■ **TRY IT**
For the data below, count the lines that have the string "will" and state that number by itself.

☆ ☆ ☆ ☆ ☆ ☆ ☆

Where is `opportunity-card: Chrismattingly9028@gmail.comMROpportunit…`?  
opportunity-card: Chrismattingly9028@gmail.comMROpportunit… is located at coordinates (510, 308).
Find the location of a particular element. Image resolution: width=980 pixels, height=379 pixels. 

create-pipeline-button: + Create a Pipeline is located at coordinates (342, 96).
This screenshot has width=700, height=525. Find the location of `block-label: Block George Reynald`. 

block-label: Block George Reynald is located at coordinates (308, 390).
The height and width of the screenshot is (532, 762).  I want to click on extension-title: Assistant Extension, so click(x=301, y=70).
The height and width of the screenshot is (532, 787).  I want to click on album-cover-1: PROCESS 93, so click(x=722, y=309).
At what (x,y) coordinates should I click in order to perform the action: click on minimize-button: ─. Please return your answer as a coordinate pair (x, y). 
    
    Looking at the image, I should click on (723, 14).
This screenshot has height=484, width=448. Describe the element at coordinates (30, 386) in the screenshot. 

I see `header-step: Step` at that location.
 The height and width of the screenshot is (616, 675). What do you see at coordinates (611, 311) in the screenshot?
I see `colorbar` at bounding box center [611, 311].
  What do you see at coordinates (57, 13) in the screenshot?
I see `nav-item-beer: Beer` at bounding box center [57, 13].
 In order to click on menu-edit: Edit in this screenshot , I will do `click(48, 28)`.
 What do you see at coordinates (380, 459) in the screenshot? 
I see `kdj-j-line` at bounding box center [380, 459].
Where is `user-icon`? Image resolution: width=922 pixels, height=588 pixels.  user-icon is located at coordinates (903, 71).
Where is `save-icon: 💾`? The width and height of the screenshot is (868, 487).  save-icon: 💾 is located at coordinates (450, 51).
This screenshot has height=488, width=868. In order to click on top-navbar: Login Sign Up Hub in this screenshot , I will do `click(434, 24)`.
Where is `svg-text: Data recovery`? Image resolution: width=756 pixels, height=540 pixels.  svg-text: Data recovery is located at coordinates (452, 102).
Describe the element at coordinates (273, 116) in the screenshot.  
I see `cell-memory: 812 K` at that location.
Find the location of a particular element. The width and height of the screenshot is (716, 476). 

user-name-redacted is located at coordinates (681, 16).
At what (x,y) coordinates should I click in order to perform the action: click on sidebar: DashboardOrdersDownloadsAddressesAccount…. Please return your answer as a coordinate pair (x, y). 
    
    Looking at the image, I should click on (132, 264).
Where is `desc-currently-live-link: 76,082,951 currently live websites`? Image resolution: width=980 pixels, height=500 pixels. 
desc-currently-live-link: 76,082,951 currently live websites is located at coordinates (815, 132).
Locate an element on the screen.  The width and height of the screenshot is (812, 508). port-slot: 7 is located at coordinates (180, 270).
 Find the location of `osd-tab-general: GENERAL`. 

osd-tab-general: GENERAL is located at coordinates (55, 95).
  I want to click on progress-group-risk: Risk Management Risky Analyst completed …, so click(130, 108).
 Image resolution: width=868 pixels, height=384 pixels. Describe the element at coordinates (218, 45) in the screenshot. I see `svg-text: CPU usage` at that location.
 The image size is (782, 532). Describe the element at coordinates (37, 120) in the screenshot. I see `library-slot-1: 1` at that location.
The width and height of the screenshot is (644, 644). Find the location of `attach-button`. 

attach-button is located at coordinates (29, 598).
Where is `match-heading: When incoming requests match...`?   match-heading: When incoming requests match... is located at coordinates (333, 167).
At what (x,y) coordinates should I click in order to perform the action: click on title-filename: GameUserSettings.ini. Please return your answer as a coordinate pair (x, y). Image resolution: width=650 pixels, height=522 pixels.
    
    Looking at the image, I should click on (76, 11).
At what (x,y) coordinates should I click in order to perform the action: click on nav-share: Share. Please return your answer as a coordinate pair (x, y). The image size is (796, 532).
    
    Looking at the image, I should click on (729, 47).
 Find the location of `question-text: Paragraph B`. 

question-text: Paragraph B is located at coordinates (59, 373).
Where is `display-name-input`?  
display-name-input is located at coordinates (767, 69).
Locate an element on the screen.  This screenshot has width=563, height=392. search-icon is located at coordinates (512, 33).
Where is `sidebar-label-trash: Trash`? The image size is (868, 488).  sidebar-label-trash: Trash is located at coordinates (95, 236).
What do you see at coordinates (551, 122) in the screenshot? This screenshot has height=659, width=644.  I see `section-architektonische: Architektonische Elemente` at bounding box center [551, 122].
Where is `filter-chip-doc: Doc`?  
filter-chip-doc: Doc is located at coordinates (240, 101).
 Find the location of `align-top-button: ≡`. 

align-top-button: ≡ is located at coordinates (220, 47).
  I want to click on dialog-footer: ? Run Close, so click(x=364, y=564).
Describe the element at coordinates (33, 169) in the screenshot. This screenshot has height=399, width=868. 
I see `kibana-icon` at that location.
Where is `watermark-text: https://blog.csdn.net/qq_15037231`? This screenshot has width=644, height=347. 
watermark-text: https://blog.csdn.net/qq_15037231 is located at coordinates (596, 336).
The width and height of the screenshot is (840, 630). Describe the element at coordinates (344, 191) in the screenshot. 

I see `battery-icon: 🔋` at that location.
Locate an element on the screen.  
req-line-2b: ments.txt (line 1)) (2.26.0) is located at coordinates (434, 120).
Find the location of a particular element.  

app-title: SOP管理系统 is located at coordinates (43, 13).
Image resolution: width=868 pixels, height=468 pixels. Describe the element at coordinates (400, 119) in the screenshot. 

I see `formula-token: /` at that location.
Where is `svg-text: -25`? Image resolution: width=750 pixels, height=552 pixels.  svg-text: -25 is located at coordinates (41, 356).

☆ ☆ ☆ ☆ ☆ ☆ ☆

■ **EXERCISE ANSWER**
2